Tripoli: Pro-government forces in Libya have detained at least eight Daesh group terrorists trying to swim to freedom out of their embattled former coastal bastion of Sirte, the loyalists said.

On Sunday, forces supporting the UN-backed Government of National Accord (GNA) “thwarted the escape of two members of the terrorist Daesh group via the sea”, they said.

“The two Daesh members of Tunisian origin slipped out at dawn towards the sea and tried to escape by swimming,” the LANA news agency reported a military source within the forces as saying.

On Saturday, the GNA forces stopped “six Daesh members who tried to flee at dawn by swimming in the sea”, they said in a statement on their operation’s official Facebook page.

The GNA forces are pressing an almost seven-month-old offensive to oust Daesh from the Mediterranean city, some 450 kilometres east of the capital Tripoli.

They began the operation to retake Sirte on May 12, quickly seizing large areas of the city, but have since faced dogged resistance from Daesh fighters cornered in their last holdouts by the sea.

For several weeks, loyalists have slowly been advancing house by house in the fiercely defended seaside district of Giza Al Bahriya, but have failed to dislodge the last pockets of Daesh fighters.

GNA fighters have attempted to secure safe passage for civilians out of the neighbourhood, their Facebook page said.

Almost seven months of fighting have left nearly 700 GNA fighters dead and 3,000 wounded. The Daesh death toll is not known.

Libya descended into chaos after the 2011 uprising that toppled and killed longtime dictator Muammar Gaddafi, and Daesh overran Sirte in June 2015.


### Brief
Nothing left out, nothing added: return the full set of records.

### Raw data
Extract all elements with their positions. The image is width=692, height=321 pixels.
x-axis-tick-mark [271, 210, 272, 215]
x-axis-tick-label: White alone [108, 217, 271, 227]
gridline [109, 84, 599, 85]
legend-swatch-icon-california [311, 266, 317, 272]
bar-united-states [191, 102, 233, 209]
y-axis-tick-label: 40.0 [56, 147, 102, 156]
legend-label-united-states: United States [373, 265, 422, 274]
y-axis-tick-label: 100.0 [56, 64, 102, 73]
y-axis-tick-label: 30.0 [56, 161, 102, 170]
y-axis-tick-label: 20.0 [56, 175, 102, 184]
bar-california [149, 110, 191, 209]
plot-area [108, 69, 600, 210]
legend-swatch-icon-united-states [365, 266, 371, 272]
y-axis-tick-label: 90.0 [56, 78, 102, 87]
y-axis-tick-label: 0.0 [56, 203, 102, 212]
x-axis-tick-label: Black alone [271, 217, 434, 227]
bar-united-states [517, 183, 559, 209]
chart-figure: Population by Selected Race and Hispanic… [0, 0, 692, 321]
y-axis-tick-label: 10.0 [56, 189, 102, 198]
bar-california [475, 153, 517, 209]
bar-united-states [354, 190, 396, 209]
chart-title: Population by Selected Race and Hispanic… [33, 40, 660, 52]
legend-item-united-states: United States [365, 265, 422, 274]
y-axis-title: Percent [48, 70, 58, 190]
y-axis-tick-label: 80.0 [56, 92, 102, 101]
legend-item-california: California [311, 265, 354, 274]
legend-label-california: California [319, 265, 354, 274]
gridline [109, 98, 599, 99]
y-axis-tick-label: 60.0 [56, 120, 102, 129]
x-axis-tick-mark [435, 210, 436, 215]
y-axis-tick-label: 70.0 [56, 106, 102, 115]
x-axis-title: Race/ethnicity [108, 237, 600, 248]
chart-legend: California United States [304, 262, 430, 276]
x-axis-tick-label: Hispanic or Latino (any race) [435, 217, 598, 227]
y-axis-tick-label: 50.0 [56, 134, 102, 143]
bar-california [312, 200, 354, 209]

### Written answer
Extract all elements with their positions. The image is width=692, height=321 pixels.
x-axis-tick-mark [271, 210, 272, 215]
x-axis-tick-label: White alone [108, 217, 271, 227]
gridline [109, 84, 599, 85]
legend-swatch-icon-california [311, 266, 317, 272]
bar-united-states [191, 102, 233, 209]
y-axis-tick-label: 40.0 [56, 147, 102, 156]
legend-label-united-states: United States [373, 265, 422, 274]
y-axis-tick-label: 100.0 [56, 64, 102, 73]
y-axis-tick-label: 30.0 [56, 161, 102, 170]
y-axis-tick-label: 20.0 [56, 175, 102, 184]
bar-california [149, 110, 191, 209]
plot-area [108, 69, 600, 210]
legend-swatch-icon-united-states [365, 266, 371, 272]
y-axis-tick-label: 90.0 [56, 78, 102, 87]
y-axis-tick-label: 0.0 [56, 203, 102, 212]
x-axis-tick-label: Black alone [271, 217, 434, 227]
bar-united-states [517, 183, 559, 209]
chart-figure: Population by Selected Race and Hispanic… [0, 0, 692, 321]
y-axis-tick-label: 10.0 [56, 189, 102, 198]
bar-california [475, 153, 517, 209]
bar-united-states [354, 190, 396, 209]
chart-title: Population by Selected Race and Hispanic… [33, 40, 660, 52]
legend-item-united-states: United States [365, 265, 422, 274]
y-axis-title: Percent [48, 70, 58, 190]
y-axis-tick-label: 80.0 [56, 92, 102, 101]
legend-item-california: California [311, 265, 354, 274]
legend-label-california: California [319, 265, 354, 274]
gridline [109, 98, 599, 99]
y-axis-tick-label: 60.0 [56, 120, 102, 129]
x-axis-tick-mark [435, 210, 436, 215]
y-axis-tick-label: 70.0 [56, 106, 102, 115]
x-axis-title: Race/ethnicity [108, 237, 600, 248]
chart-legend: California United States [304, 262, 430, 276]
x-axis-tick-label: Hispanic or Latino (any race) [435, 217, 598, 227]
y-axis-tick-label: 50.0 [56, 134, 102, 143]
bar-california [312, 200, 354, 209]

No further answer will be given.